Visiting America's Wounded Warriors

Chuck NorrisTodd DuBord, my friend and Chuck Norris’s chaplain, linked me to Chuck’s column to let me know he’d referred to If God is Good. I want to convey part of Chuck’s touching story below, then if you wish you can read the whole column here.

… a couple days later we went out to Brooke Army Medical Center at Fort Sam Houston to visit with America's wounded warriors. How can one put into words the pride one feels around these brave men and women? Despite the loss of limbs or suffering from some other sacrifice in battle, their resolve and class was off the charts. While they were enthusiastic and grateful about our visit, it was my wife and I who were truly blessed and inspired by them.

Then came a moment that would have been completely surreal if it were not a staggering reality. As we were visiting the burn unit, we discovered that Maj. Nidal Malik Hasan, the shooter at Fort Hood who murdered 13 and wounded another 40, was being treated in the same facility. To be honest, it made me sick to my stomach and sent shivers of disgust down my spine.

If ever I have experienced a polar opposite, it was in that moment as I was thinking about how Hasan was the sheer antithesis to the character, commitment and service of all the other men and women we met at West Point and Fort Sam Houston. I was equally moved by the civil servants and military medical staff, many of whom knew victims of this assassin, yet turned immediately around and became his caregivers. They are exemplary models of the patriot and Founding Father Thomas Paine, who said, "He that would make his own liberty secure, must guard even his enemy from opposition; for if he violates this duty he establishes a precedent that will [eventually] reach himself."

Two years earlier, we visited Brooke Army Medical Center and recalled meeting a young soldier by the name of David who had been just flown in from Iraq and was in ICU suffering from burns that covered more than 90 percent of his body. Now, two years later, David came walking down the hospital corridor to greet us. We were overjoyed to see him again, and we could tell that he felt the same of us, though his gravely burned head and face was not able to muster even a smile. We again shared some choice, heartfelt moments with David. I couldn't help but say to him, "David, you are absolutely one of the toughest soldiers I have ever met." Even then, he tried to smile as he quipped, "Tougher than Chuck Norris?" "Yes," I replied. "You're much, much tougher than me!"

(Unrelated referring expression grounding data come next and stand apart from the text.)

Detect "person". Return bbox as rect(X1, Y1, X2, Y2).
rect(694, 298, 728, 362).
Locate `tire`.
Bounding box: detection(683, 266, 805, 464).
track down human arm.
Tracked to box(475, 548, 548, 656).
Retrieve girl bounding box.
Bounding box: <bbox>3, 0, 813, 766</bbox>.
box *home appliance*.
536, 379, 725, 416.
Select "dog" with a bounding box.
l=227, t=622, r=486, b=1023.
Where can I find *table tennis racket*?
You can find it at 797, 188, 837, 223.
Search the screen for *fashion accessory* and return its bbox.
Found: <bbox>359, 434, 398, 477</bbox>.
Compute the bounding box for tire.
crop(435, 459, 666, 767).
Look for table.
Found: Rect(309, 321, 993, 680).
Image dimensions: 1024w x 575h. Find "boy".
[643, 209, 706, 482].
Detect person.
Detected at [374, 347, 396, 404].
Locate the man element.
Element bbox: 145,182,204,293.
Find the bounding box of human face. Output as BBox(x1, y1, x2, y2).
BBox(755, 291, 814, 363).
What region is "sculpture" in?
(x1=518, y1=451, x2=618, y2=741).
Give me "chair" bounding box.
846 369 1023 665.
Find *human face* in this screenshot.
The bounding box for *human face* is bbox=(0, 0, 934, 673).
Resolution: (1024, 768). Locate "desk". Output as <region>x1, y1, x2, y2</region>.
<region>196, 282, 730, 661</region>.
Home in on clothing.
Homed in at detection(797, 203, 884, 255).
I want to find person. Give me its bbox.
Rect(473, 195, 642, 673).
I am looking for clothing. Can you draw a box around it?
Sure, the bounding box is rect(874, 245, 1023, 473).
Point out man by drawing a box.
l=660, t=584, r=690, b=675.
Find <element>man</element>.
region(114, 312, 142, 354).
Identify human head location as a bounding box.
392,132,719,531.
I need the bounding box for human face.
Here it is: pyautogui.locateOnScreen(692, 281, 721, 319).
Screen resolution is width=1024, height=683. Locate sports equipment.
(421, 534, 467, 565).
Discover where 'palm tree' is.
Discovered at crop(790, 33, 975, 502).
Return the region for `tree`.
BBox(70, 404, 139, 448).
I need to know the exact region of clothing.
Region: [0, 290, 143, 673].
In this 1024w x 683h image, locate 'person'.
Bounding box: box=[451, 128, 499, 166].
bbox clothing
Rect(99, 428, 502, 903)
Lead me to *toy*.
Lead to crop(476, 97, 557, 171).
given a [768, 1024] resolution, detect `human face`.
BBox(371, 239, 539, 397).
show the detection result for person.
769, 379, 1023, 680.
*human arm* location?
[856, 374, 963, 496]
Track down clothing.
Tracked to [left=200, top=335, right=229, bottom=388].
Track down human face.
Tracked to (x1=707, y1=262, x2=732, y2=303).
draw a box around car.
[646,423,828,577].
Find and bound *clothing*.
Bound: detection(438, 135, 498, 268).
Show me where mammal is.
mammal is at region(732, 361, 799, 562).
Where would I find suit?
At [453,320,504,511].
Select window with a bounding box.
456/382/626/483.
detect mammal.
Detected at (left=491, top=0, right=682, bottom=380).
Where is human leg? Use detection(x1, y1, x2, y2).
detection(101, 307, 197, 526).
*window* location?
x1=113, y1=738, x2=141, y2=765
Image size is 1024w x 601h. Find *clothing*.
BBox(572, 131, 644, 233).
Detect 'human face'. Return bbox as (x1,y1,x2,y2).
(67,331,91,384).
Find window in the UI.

It's in times like these that I'm also grateful for military chaplains and the work of men like retired Lt. Col. Brian Birdwell, who was burned over 60 percent of his body when hijacked American Airlines Flight 77 collided into the Pentagon on Sept. 11, 2001. After more than 30 surgeries, Lt. Col. Birdwell now uses his life to bring hope to others. His story is also told on pages 42 through 43 in my friend Randy Alcorn's latest best-seller and help for those struggling through pain and difficulty, If God is Good, a copy of which I will be sending to David along with Lt. Col. Birdwell's book Refined by the Fire.